Lee Bul: Utopia Saved

Lee Bul: Utopia Saved

Manege Central Exhibition Hall

December 22, 2020
Lee Bul
Utopia Saved
November 13, 2020–January 31, 2021
Manege Central Exhibition Hall
1 Isaakiyevskaya Ploshchad
190000 St. Petersburg
Russia
manege.spb.ru
Instagram / Facebook

From now until January 31, 2021, the Manege Central Exhibition Hall in St Petersburg presents Utopia Saved, the first ever major solo show featuring legendary Korean artist Lee Bul to take place in Russia.

Manege is one of Russia’s most in-demand venues for displaying world-class art; it occupies 4.5 thousand square meters and offers novel ways for visitors of all ages to engage with contemporary and retrospective art.

Among Manege’s exhibitions held in 2020 were Deineka / Samokhvalov (imagined as a soccer match between two major Soviet painters, this exhibition featured 300 works from 37 museums and 9 private collections), Future Lab. Kinetic art in Russia (a vast panorama detailing the development of kineticism in Russia in the 1960–70s, with the works of 87 artists from more than 20 museums and 40 private collections), Magnum Photos. As They See Us. A Portrait of Russia (insight into the USSR/Russia through the work of 39 legendary documentary photographers—more than 250 images), and Nemoskva. More than Moscow (a unique collaboration with the Pushkin Museum of Fine Arts demonstrating works by 80 artists from 21 cities across Russia).

At the end of the year Manege’s team presented an in-depth study of Lee Bul’s multifaceted work. Her art has in many respects defined the development trajectory of the contemporary Asian creative scene and has also had a significant influence on modern artistic process all around the world.

Sunjung Kim, curator of the project, focused on the creative visual dialogue between Lee Bul and the Russian avant-garde. Included in the latter are works by artists Kazimir Malevich, Aleksandr Rodchenko, Aleksandra Ekster, architects Ivan Leonidov and Iakov Chernikhov, scientist and thinker Konstantin Tsiolkovsky, and others. Utopia Saved opens up a new facet of contemporary art in continuation of the centuries-old dialogue between the cultures of Russia, Europe, and Asia. 

“Lee Bul’s longstanding fascination with utopia entered a new phase in the first decade of the 21st century, when she started creating architectural sculptures and drawings inspired by Constructivism and Russian avant-garde art and architecture,” note exhibition curators Sunjung Kim and SooJin Lee. 

A dual-language catalogue has been prepared. It includes articles by Russian and foreign experts, written especially for the publication, which explore various aspects of Lee Bul’s art.

The exhibition is organised by Manege in cooperation with the Gwangju Biennale Foundation.

Curator: Sunjung Kim
Co-Curator: SooJin Lee
Project Initiator and Director: Anna Kirikova

Future plans
In 2021, Manege will present a number of exhibition projects, among them:

Classical Russian Sculpture. From Fedot Shubin to Alexander Matveyev (18th-20th centuries): scheduled to open in March, the exhibition will invite the viewer to rediscover the beauty and aesthetic self-reliance of the Russian sculpture’s golden age. The project is made possible by the efforts of Manege and leading researchers at Russia’s top museums (the State Russian Museum, the State Hermitage Museum, and the State Tretyakov Gallery), joined by stage director Vasily Barkhatov. The exhibition will feature 150 sculptures coming from 35 museums and created by 65 artists.

Recycle Group. I See What You Mean: a project by the Russian contemporary art duo Andrey Blokhin and Georgy Kuznetsov, otherwise known as the Recycle Group. The idea behind the new exhibition is to research the possibilities of telepathy between people, as well as between man and machine. In I See What You Mean, Recycle Group will study the possibility of a person gaining eternal life within the network.

Jan Fabre: this exhibition at Manege promises to allow one of the greatest living contemporary artists—the multi-talented Jan Fabre of Belgium—make a new, powerful, singularly unique statement. The Jan Fabre exhibition project will screen seven performance films and will include sculptures, installations, and drawings.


ACTION ITEM:
Output every line of the material exactly.

EXCERPTED DATA:

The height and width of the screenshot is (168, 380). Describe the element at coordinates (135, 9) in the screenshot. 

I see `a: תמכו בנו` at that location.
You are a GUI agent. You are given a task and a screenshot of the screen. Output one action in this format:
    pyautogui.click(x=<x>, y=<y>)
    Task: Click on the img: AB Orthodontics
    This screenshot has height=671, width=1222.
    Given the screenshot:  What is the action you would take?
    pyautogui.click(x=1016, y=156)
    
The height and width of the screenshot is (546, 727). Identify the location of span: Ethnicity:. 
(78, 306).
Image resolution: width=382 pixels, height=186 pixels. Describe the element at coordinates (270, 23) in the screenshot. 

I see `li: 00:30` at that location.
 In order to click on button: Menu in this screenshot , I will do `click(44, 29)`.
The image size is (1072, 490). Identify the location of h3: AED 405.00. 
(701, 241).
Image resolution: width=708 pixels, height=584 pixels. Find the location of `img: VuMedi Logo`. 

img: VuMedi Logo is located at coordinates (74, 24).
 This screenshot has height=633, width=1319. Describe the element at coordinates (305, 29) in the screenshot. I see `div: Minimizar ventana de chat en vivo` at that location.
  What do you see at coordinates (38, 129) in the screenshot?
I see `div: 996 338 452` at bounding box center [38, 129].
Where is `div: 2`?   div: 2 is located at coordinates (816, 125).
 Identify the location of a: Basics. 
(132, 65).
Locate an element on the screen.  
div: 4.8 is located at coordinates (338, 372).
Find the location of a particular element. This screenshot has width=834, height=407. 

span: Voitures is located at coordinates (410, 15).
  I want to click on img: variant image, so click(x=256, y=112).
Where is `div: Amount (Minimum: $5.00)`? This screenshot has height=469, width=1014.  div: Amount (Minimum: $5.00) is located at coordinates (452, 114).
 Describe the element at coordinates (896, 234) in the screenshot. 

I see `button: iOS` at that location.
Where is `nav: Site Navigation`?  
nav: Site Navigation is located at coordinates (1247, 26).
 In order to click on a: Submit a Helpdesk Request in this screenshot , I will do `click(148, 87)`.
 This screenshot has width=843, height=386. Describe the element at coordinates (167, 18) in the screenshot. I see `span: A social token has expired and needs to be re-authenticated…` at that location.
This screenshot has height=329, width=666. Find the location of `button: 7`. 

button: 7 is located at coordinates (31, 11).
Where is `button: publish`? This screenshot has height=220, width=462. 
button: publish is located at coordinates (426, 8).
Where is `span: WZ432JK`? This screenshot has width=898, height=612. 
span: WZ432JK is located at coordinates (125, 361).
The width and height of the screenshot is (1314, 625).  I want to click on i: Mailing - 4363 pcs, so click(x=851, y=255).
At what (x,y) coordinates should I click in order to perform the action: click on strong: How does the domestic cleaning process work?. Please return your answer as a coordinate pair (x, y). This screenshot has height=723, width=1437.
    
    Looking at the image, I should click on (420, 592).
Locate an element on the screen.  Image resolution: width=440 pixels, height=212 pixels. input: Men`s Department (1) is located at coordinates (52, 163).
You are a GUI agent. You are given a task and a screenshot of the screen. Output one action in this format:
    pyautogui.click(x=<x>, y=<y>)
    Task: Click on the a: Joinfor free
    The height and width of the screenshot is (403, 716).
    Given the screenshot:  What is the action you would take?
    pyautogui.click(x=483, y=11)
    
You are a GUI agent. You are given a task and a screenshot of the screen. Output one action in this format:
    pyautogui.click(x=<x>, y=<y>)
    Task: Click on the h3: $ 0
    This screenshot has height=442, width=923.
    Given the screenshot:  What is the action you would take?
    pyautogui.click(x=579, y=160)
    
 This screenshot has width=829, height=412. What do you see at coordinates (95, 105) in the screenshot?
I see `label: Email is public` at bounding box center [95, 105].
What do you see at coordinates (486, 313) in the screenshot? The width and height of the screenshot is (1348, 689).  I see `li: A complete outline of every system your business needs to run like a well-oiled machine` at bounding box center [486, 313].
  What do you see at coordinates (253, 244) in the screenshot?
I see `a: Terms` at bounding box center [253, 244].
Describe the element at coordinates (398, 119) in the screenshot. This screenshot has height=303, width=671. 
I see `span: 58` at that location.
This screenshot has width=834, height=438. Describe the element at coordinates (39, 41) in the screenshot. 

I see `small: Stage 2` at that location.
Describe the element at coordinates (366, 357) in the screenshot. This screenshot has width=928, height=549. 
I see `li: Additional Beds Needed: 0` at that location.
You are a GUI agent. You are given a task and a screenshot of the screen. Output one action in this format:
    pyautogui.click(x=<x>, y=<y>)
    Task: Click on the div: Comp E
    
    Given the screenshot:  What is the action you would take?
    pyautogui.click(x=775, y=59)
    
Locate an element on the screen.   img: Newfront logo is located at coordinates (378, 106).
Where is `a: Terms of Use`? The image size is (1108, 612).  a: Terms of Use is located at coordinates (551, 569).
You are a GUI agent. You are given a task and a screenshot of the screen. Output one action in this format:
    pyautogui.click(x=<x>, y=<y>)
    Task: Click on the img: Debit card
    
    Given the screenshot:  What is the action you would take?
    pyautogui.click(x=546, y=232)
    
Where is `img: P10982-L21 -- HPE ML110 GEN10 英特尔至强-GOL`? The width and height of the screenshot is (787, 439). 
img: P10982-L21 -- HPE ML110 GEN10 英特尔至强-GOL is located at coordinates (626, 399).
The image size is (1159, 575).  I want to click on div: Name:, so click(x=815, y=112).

ANSWER SPACE:
The height and width of the screenshot is (168, 380). Describe the element at coordinates (135, 9) in the screenshot. 

I see `a: תמכו בנו` at that location.
You are a GUI agent. You are given a task and a screenshot of the screen. Output one action in this format:
    pyautogui.click(x=<x>, y=<y>)
    Task: Click on the img: AB Orthodontics
    This screenshot has height=671, width=1222.
    Given the screenshot:  What is the action you would take?
    pyautogui.click(x=1016, y=156)
    
The height and width of the screenshot is (546, 727). Identify the location of span: Ethnicity:. 
(78, 306).
Image resolution: width=382 pixels, height=186 pixels. Describe the element at coordinates (270, 23) in the screenshot. 

I see `li: 00:30` at that location.
 In order to click on button: Menu in this screenshot , I will do `click(44, 29)`.
The image size is (1072, 490). Identify the location of h3: AED 405.00. 
(701, 241).
Image resolution: width=708 pixels, height=584 pixels. Find the location of `img: VuMedi Logo`. 

img: VuMedi Logo is located at coordinates (74, 24).
 This screenshot has height=633, width=1319. Describe the element at coordinates (305, 29) in the screenshot. I see `div: Minimizar ventana de chat en vivo` at that location.
  What do you see at coordinates (38, 129) in the screenshot?
I see `div: 996 338 452` at bounding box center [38, 129].
Where is `div: 2`?   div: 2 is located at coordinates (816, 125).
 Identify the location of a: Basics. 
(132, 65).
Locate an element on the screen.  
div: 4.8 is located at coordinates (338, 372).
Find the location of a particular element. This screenshot has width=834, height=407. 

span: Voitures is located at coordinates (410, 15).
  I want to click on img: variant image, so click(x=256, y=112).
Where is `div: Amount (Minimum: $5.00)`? This screenshot has height=469, width=1014.  div: Amount (Minimum: $5.00) is located at coordinates (452, 114).
 Describe the element at coordinates (896, 234) in the screenshot. 

I see `button: iOS` at that location.
Where is `nav: Site Navigation`?  
nav: Site Navigation is located at coordinates (1247, 26).
 In order to click on a: Submit a Helpdesk Request in this screenshot , I will do `click(148, 87)`.
 This screenshot has width=843, height=386. Describe the element at coordinates (167, 18) in the screenshot. I see `span: A social token has expired and needs to be re-authenticated…` at that location.
This screenshot has height=329, width=666. Find the location of `button: 7`. 

button: 7 is located at coordinates (31, 11).
Where is `button: publish`? This screenshot has height=220, width=462. 
button: publish is located at coordinates (426, 8).
Where is `span: WZ432JK`? This screenshot has width=898, height=612. 
span: WZ432JK is located at coordinates (125, 361).
The width and height of the screenshot is (1314, 625).  I want to click on i: Mailing - 4363 pcs, so click(x=851, y=255).
At what (x,y) coordinates should I click in order to perform the action: click on strong: How does the domestic cleaning process work?. Please return your answer as a coordinate pair (x, y). This screenshot has height=723, width=1437.
    
    Looking at the image, I should click on (420, 592).
Locate an element on the screen.  Image resolution: width=440 pixels, height=212 pixels. input: Men`s Department (1) is located at coordinates (52, 163).
You are a GUI agent. You are given a task and a screenshot of the screen. Output one action in this format:
    pyautogui.click(x=<x>, y=<y>)
    Task: Click on the a: Joinfor free
    The height and width of the screenshot is (403, 716).
    Given the screenshot:  What is the action you would take?
    pyautogui.click(x=483, y=11)
    
You are a GUI agent. You are given a task and a screenshot of the screen. Output one action in this format:
    pyautogui.click(x=<x>, y=<y>)
    Task: Click on the h3: $ 0
    This screenshot has height=442, width=923.
    Given the screenshot:  What is the action you would take?
    pyautogui.click(x=579, y=160)
    
 This screenshot has width=829, height=412. What do you see at coordinates (95, 105) in the screenshot?
I see `label: Email is public` at bounding box center [95, 105].
What do you see at coordinates (486, 313) in the screenshot? The width and height of the screenshot is (1348, 689).  I see `li: A complete outline of every system your business needs to run like a well-oiled machine` at bounding box center [486, 313].
  What do you see at coordinates (253, 244) in the screenshot?
I see `a: Terms` at bounding box center [253, 244].
Describe the element at coordinates (398, 119) in the screenshot. This screenshot has height=303, width=671. 
I see `span: 58` at that location.
This screenshot has width=834, height=438. Describe the element at coordinates (39, 41) in the screenshot. 

I see `small: Stage 2` at that location.
Describe the element at coordinates (366, 357) in the screenshot. This screenshot has width=928, height=549. 
I see `li: Additional Beds Needed: 0` at that location.
You are a GUI agent. You are given a task and a screenshot of the screen. Output one action in this format:
    pyautogui.click(x=<x>, y=<y>)
    Task: Click on the div: Comp E
    
    Given the screenshot:  What is the action you would take?
    pyautogui.click(x=775, y=59)
    
Locate an element on the screen.   img: Newfront logo is located at coordinates (378, 106).
Where is `a: Terms of Use`? The image size is (1108, 612).  a: Terms of Use is located at coordinates (551, 569).
You are a GUI agent. You are given a task and a screenshot of the screen. Output one action in this format:
    pyautogui.click(x=<x>, y=<y>)
    Task: Click on the img: Debit card
    
    Given the screenshot:  What is the action you would take?
    pyautogui.click(x=546, y=232)
    
Where is `img: P10982-L21 -- HPE ML110 GEN10 英特尔至强-GOL`? The width and height of the screenshot is (787, 439). 
img: P10982-L21 -- HPE ML110 GEN10 英特尔至强-GOL is located at coordinates (626, 399).
The image size is (1159, 575).  I want to click on div: Name:, so click(x=815, y=112).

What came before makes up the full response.